Try this, modified as needed with a picture etc.

Save Code
Stream = WriteStream("temp_file")
PixBank = CreateBank()
SavePixmapPNG(aLoadedPixmap, PixBank) ' corrected typo on this line
WriteInt(Stream, BankSize(PixBank))
WriteBank(PixBank, Stream, StreamPos(Stream), BankSize(PixBank))
CloseStream(Stream) ' close file

That should create a file with the pixmap saved in PNG, with a "header" that's an int (4 bytes) with the size of the saved PNG so you know how much to load, i.e. it's setup to put size, then PNG, then size then PNG for multiple files in 1 file.


Load Code
Stream = OpenStream("temp_file")
Size = ReadInt(Stream)
PixBank = CreateBank(Size)
ReadBank(PixBank, Stream, StreamPos(Stream), Size)
newPixMap = LoadPixmapPNG(PixBank)

That should, in theory, open the file, read the size of the PNG in the file (stored in the first 4 bytes as an int) then load the PNG data into a bank, then load the PNG bank into a usable pixmap. I think... but it doesn't...


plash(Posted 2008) [#16]
I don't see any problems with that code, except that I don't think SavePixmapPNG does not return a bank.
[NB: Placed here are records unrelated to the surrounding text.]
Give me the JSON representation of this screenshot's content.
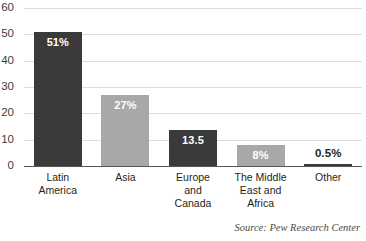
{
  "chart_data": {
    "type": "bar",
    "title": "",
    "xlabel": "",
    "ylabel": "",
    "ylim": [
      0,
      60
    ],
    "grid": true,
    "legend": "none",
    "categories": [
      "Latin America",
      "Asia",
      "Europe and Canada",
      "The Middle East and Africa",
      "Other"
    ],
    "category_lines": [
      [
        "Latin",
        "America"
      ],
      [
        "Asia"
      ],
      [
        "Europe",
        "and",
        "Canada"
      ],
      [
        "The Middle",
        "East and",
        "Africa"
      ],
      [
        "Other"
      ]
    ],
    "values": [
      51,
      27,
      13.5,
      8,
      0.5
    ],
    "data_labels": [
      "51%",
      "27%",
      "13.5",
      "8%",
      "0.5%"
    ],
    "label_placement": [
      "inside",
      "inside",
      "inside",
      "inside",
      "outside"
    ],
    "bar_colors": [
      "#3a3a3a",
      "#a8a8a8",
      "#3a3a3a",
      "#a8a8a8",
      "#3a3a3a"
    ],
    "ytick_labels": [
      "60",
      "50",
      "40",
      "30",
      "20",
      "10",
      "0"
    ],
    "ytick_values": [
      60,
      50,
      40,
      30,
      20,
      10,
      0
    ],
    "annotations": [
      "Source: Pew Research Center"
    ]
  },
  "title_remnant": "",
  "source": {
    "text": "Source: Pew Research Center"
  },
  "colors": {
    "bar_dark": "#3a3a3a",
    "bar_gray": "#a8a8a8",
    "gridline": "#dcdcdc",
    "axis": "#56565a",
    "text": "#231f20"
  }
}
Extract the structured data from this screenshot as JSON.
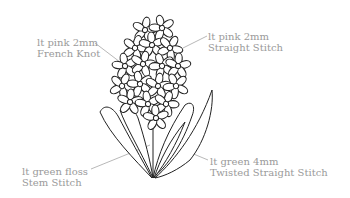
{
  "diagram": {
    "labels": [
      {
        "id": "french-knot",
        "line1": "lt pink  2mm",
        "line2": "French Knot"
      },
      {
        "id": "straight-stitch",
        "line1": "lt pink  2mm",
        "line2": "Straight Stitch"
      },
      {
        "id": "stem-stitch",
        "line1": "lt green floss",
        "line2": "Stem Stitch"
      },
      {
        "id": "twisted-straight-stitch",
        "line1": "lt green  4mm",
        "line2": "Twisted Straight Stitch"
      }
    ],
    "colors": {
      "line_art": "#222222",
      "label_text": "#9a9a9a",
      "background": "#ffffff"
    }
  }
}
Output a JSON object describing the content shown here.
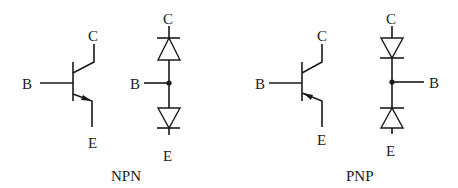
{
  "diagram": {
    "npn": {
      "caption": "NPN",
      "transistor": {
        "base": "B",
        "collector": "C",
        "emitter": "E"
      },
      "diode_model": {
        "base": "B",
        "collector": "C",
        "emitter": "E"
      }
    },
    "pnp": {
      "caption": "PNP",
      "transistor": {
        "base": "B",
        "collector": "C",
        "emitter": "E"
      },
      "diode_model": {
        "base": "B",
        "collector": "C",
        "emitter": "E"
      }
    }
  }
}
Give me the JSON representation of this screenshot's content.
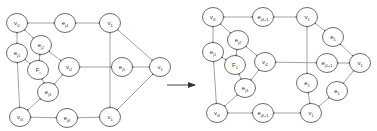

All you want is the compression of the PNG format, correct?
If so you could try just using my method and using the zlib compress functions on the stream.


ima747(Posted 2008) [#17]
yea, that was a typo on the savepixmappng line. I'm typing up a quick portable sample now rather that just an example. I think I may just be using readbank and writebank wrong... the documentation is pretty poor, namely the offset paramater I assumed was for the stream but now I think it's for the bank... but that should have been giving me overruns before...


ima747(Posted 2008) [#18]
yea, the offset shouldn't be streampos, it should be 0 because that's the bank offset. Yay for my stupidity + not explicit documentation. it's working now, here's a tryable example

PixmapToSave = LoadPixmap("test.png") ' load a picture


Print "Saving a Pixmap as a stackable PNG"
Stream = WriteStream("tempFile")
OutBank = CreateBank()
SavePixmapPNG(PixmapToSave, OutBank)
WriteInt(Stream, BankSize(OutBank))
WriteBank(OutBank, Stream, 0, BankSize(OutBank))
CloseStream(Stream) ' close file


Print "Loading a stacked PNG and converting to a pixmap"
Stream = ReadStream("tempFile")
Size = ReadInt(Stream)
InBank = CreateBank(Size)
ReadBank(InBank, Stream, 0, Size)
LoadedPixmap = LoadPixmapPNG(InBank) ' <- This is where it all goes wrong...
CloseStream(Stream)



' Display stuff to make sure it worked
ShowImage:TImage = LoadImage(LoadedPixmap, 0) ' turn the pixmap into a TImage so you can see alpha etc.

Graphics(1024,768,32,85,1)

Cls
SetBlend(ALPHABLEND)
While Not KeyHit(KEY_Escape)
	Cls
	DrawImage(ShowImage, 0, 0)
	Flip()
Wend



Thank you all for your help on this, it was very much appreciated.

To load multiple pictures you can just use ResizeBank after each images is fully loaded so you don't need to make a new bank every time if it's all in a loop. Or (like I will be doing in my game) you can hand the stream off to a loading function that loads each image, and other associated header/footer info before or after the png (position, rotation, scale, hit points whatever)

Additionally just use the other load/save pixmap functions for other graphics formats if png's arn't good for your game.